High Expectations
Kay Kuzma, Family Times, Volume 1, Number 3, Fall, 1992, p. 1
High Expectations
You can have a brighter child; it all depends on your expectations. Before you're tempted to say, "Not true," let me tell you about Harvard social psychologist Robert Rosenthal's classic study. All the children in one San Francisco grade school were given a standard I.Q. test at the beginning of the school year. The teachers were told the test could predict which students could be expected to have a spurt of academic and intellectual functioning. The researchers then drew names out of a hat and told the teachers that these were the children who had displayed a high potential for improvement. Naturally, the teachers thought they had been selected because of their test performance and began treating these children as special children.
And the most amazing thing happened&md;the spurters, spurted! Overall, the "late blooming" kids averaged four more I.Q. points on the second test that the other group of students. However, the gains were most dramatic in the lowest grades. First graders whose teachers expected them to advance intellectually jumped 27.4 points, and the second grade spurters increased on the average 16.5 points more than their peers. One little Latin-American child who had been classified as mentally retarded with an I.Q. of 61, scored 106 after his selection as a late bloomer.
Isn't this impressive! It reminds me of what Eliza Doolittle says in My Fair Lady, "The difference between a lady and a flower girl is not how she behaves, but how she is treated." You see, how a child is treated has a lot to do with how that child sees herself and ultimately behaves. If a child is treated as a slow learner and you don't expect much, the child shrugs her shoulders and says, "Why should I try, nobody thinks I can do it anyway!" And she gives up.
But if you look at that child as someone who has more potential than she will ever be able to develop, you will challenge that child, work with her through discouragement, and find ways to explain concepts so the child can understand. You won't mind investing time in the child because you know your investment is going to pay off! And the result? It does!
So, what's the message for parents? Just this: Every child benefits from someone who believes in him, and the younger the child, the more important it is to have high expectations. You may not have an Einstein, but your child has possibilities! Expect the best and chances are, that's exactly what you'll get.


Exercise brief — Each line of the records containing "this" is to be copied out and returned.

Extracted records —

┄┄┄┄┄┄┄┄┄┄┄┄┄┄┄┄┄┄┄┄

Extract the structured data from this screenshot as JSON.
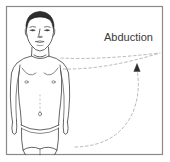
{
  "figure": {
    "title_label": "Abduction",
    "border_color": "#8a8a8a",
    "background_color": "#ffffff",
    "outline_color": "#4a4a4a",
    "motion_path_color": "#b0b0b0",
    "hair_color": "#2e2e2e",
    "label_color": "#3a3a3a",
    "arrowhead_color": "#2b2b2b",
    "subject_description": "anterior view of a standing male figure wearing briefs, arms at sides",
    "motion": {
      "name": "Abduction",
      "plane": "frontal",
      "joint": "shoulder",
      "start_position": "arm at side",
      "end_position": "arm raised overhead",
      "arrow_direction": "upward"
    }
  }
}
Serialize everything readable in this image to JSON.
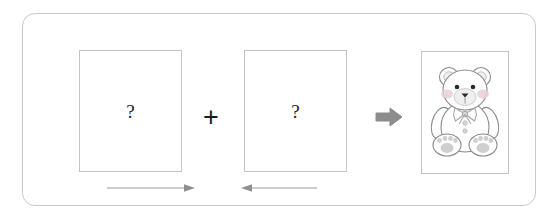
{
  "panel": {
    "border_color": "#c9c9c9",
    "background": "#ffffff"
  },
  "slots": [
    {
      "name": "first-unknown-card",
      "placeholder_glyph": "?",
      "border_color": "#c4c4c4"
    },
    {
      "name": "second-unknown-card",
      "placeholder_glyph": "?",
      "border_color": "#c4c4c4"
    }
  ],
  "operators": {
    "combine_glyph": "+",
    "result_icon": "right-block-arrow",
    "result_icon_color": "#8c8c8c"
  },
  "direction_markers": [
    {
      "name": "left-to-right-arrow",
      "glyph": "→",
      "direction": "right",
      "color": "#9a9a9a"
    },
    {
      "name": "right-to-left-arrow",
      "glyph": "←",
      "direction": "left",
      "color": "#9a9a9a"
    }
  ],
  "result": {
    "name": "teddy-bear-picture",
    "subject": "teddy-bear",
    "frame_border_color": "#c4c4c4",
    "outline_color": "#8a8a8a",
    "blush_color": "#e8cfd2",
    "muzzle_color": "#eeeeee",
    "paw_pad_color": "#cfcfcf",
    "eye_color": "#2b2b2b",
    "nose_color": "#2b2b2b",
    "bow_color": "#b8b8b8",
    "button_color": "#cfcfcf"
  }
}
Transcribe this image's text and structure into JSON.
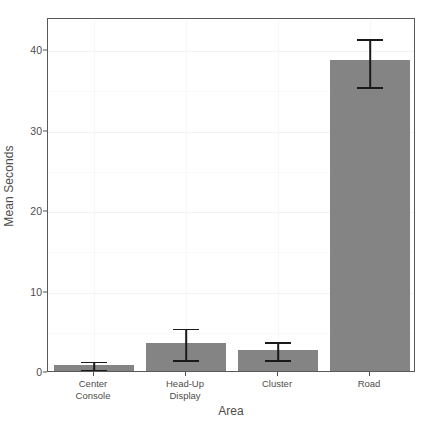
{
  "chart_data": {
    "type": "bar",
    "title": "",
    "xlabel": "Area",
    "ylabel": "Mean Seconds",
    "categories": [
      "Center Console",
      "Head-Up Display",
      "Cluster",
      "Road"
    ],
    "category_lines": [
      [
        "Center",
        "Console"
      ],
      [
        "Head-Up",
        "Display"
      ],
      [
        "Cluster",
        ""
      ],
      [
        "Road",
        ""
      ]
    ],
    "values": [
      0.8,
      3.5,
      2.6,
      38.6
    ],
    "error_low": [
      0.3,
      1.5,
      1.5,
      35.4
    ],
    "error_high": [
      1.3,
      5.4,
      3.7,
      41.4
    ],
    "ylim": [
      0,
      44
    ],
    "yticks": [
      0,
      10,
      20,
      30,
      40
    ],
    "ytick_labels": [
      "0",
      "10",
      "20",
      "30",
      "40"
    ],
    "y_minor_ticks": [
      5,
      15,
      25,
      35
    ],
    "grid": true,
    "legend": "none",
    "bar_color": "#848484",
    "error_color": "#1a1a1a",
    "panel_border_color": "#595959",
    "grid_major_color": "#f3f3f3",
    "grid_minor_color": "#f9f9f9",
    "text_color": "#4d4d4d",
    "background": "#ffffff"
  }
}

┄┄┄┄┄┄┄┄┄┄┄┄┄┄┄┄┄┄┄┄

Written answer —
Extract the structured data from this screenshot as JSON.
Serialize everything readable in this image to JSON.
Transcribe this image's text and structure into JSON.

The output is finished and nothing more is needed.